3 Exercises for a Pastel Reboot
3 Exercises for a Pastel Reboot
Recharge your paintings using any of these three exercises to promote creative growth.
By Diane Rosen
It’s a common experience for artists: struggling to solve a creative problem, only to have the solution pop into your head during an unrelated task. This phenomenon occurs because it allows for incubation — temporarily removing a problem from conscious awareness, which activates the brain’s spontaneous processing mode and sparks creative growth and inspiration.
There are many ways to promote this kind of flexible thinking. Here are three exercises that have consistently worked for me to keep the painting process more creatively open.

1. Let Your Mind Wander
Leonardo da Vinci once said: “Looking attentively at old walls, stones, and veined marble of various colors, you may fancy you see in them landscapes, battles, figures in motion, strange countenances, and an infinity of other objects. By these confused lines the mind of the painter is excited to new exertions, stimulated to new inventions.”
More than 500 years after this observation, cognitive neuroscience indicates he was on the right track. Studies suggest that our brain’s “mind wandering” is primarily responsible for generating new ideas and creative growth; the logical mind is more involved in refining them. Bringing “confusion” into your pastel work prompts inspiration and adds fun and excitement to the process.
Familiarity and Chance
For this exercise, I begin by preparing my paper (usually a sturdy, textured Fabriano Murillo) using thinned acrylic paint that I randomly spatter, pour, or drip onto the surface. The resulting pattern is an evocative visual field, with a charged atmosphere and expressive qualities of its own. Once the acrylic paint dries, I sketch figures into and over it with charcoal, wiping out and redrawing until a pleasing composition begins to emerge. I then develop my forms in pastel, as I did in Whirligig. Open strokes in some areas leave spattered paint partially visible, giving those areas a semi-transparent appearance; more heavily applied pastel obscures the painted markings in other sections, rendering the figures more realistic.
As familiar elements interact with ones that appear by chance, their relationships make this approach continually exciting. Accidental trails and daubs of paint stir the imagination, enhancing images in ways I never could have predicted or planned.

2. Power Up With Play
Whatever your pastel style, from realistic to abstract, play can revitalize your process. In this context, play implies taking creative risks without worrying about making mistakes, keeping an open mind, and looking at things from different perspectives. This playful attitude eases the usual constraints and allows you to work in a more spontaneous way.
Using Photographs
My figurative pastel paintings sometimes originate from life, but more often they’re based on my photographs of models. For me, one very effective means of composing begins with selecting 8 to 12 images of different poses and photocopying them in black and white. I then cut the entire figure out of each copy (saving the original photos for future reference). This allows me to play around with endless compositions. These forms can be freely arranged and re-arranged without regard to real time or space (i.e., the actual models were never in my studio at the same time), and with no prior plan limiting the possibilities.
If the direction of an image disrupts the flow of a particular grouping, I reverse its orientation using Photoshop. This is what I did for Rotation. I settled on a composition in which I rotated one of the models by 180 degrees.
Once I discover a satisfying composition, I paste the cutouts onto a 4×6-inch piece of paper. This small composite image serves as a reference for starting a new pastel on the prepared surface (as described in Exercise 1).

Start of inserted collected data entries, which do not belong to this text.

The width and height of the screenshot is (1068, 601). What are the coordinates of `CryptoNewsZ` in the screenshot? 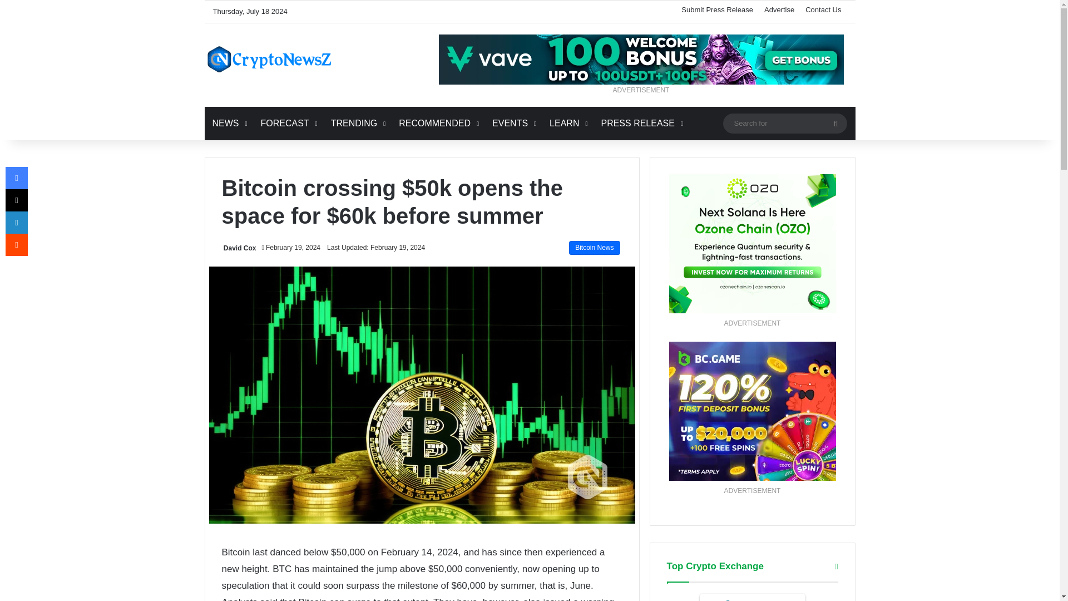 It's located at (269, 59).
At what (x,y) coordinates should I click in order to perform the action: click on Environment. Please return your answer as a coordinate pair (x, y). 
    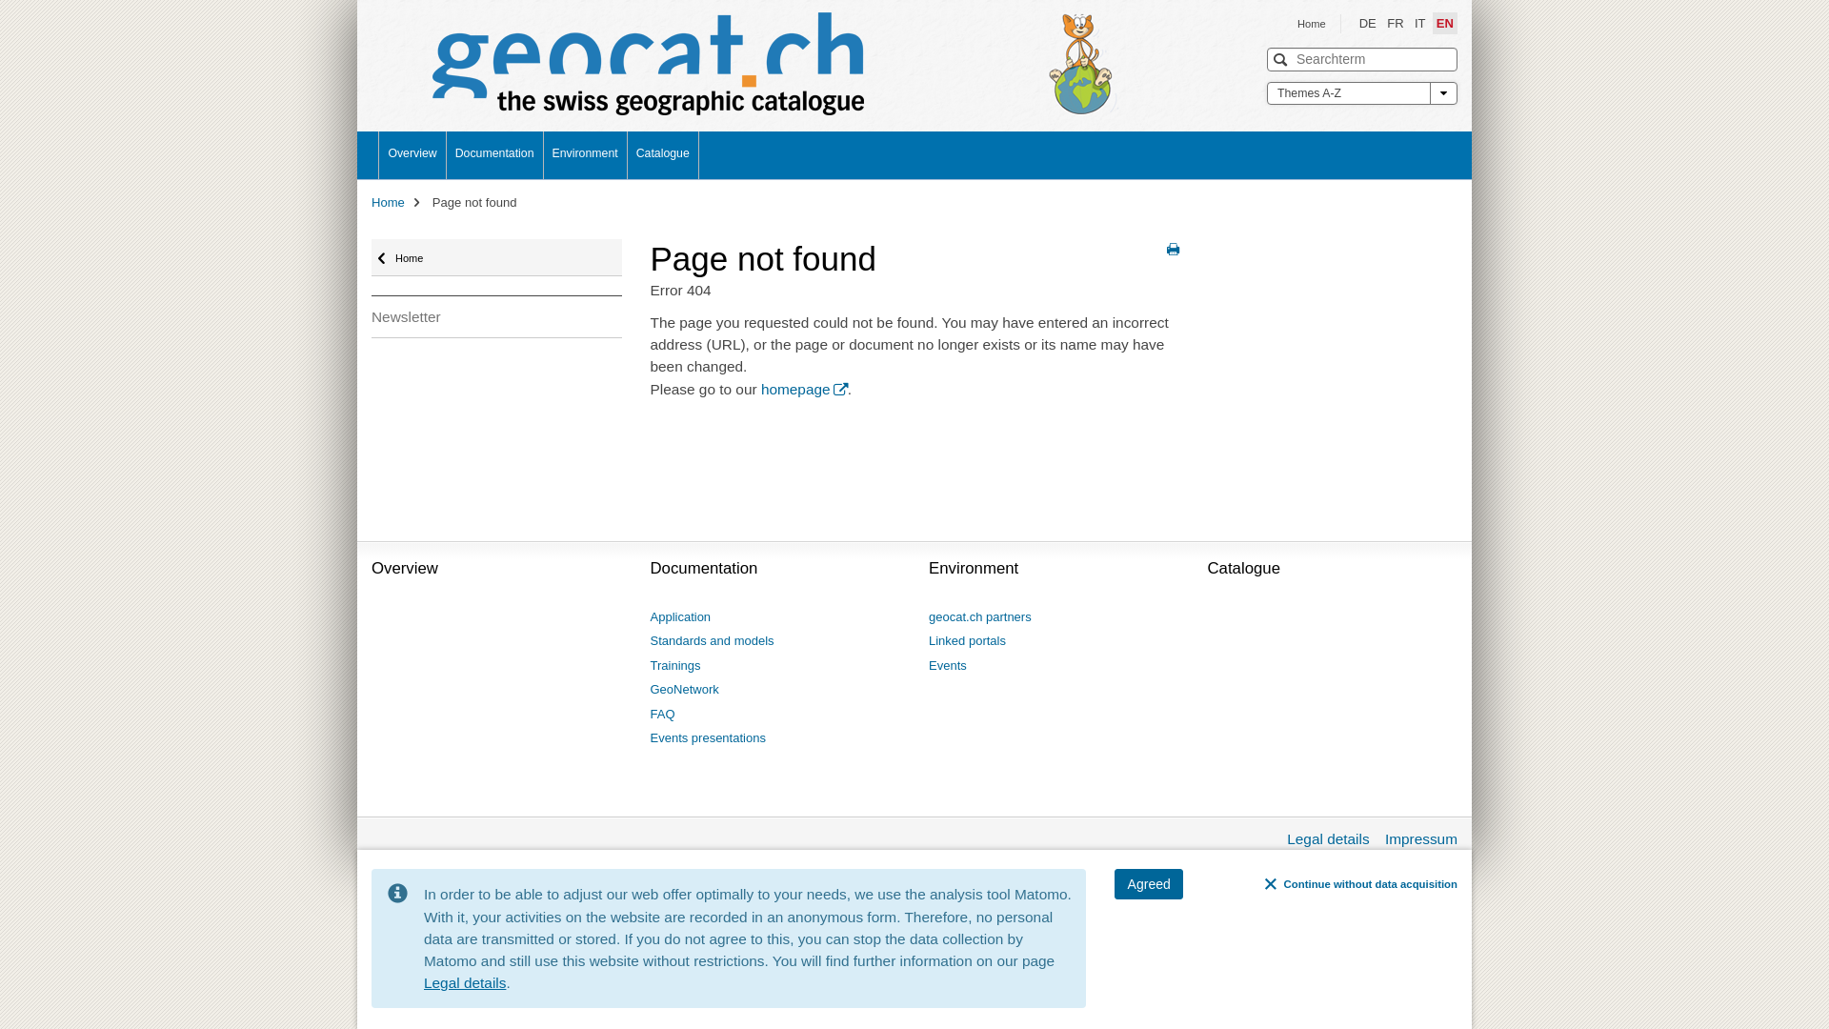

3. Use the Tension of Opposites
Although unfocused attention enhances creative growth and thought, the opposite ability to direct attention consciously to aspects of the process also is crucial. The following approach is more deliberate than spontaneous, but it still brings a jolt of real excitement to your pastels.
Opposites are among the most basic creative tools for any style or genre: dark and light, warm and cool, line and form, large and small, near and far, to name a few. Balancing such pairs in distributed symmetry sometimes works, but overdoing it can actually diminish the impact of your composition. Rather than strive for perfect balance, try increasing the tension — or contrast — between opposites. It seems counterintuitive, but it really works to liven up a composition.
All About Contrast
Huddled Bathers is an example of leveraging opposites. In this composition, the main subjects are decentralized and pushed to the extreme left; however, they’re balanced asymmetrically by a large section of negative space on the right, toward which both heads are turned. Along with spatial balance and imbalance, the contrasts strongly emphasized include: foreground (figures) and depth (implied atmospheric distance); hard and soft (or lost) edges; realism and abstraction; warm and cool tones; and open and closed pastel strokes. When contrasting qualities are intensified, each one strengthens the other.
Each of these three exercises offers a powerful means for creative growth and gaining fresh perspective, breaking habitual or obvious thought patterns, and making unexpected connections. Use them individually or together in the same pastel painting. The goal is to enjoy the unpredictability and follow any new avenues that might open. A willing- ness to experiment freely makes getting started less intimidating and the entire process more fun.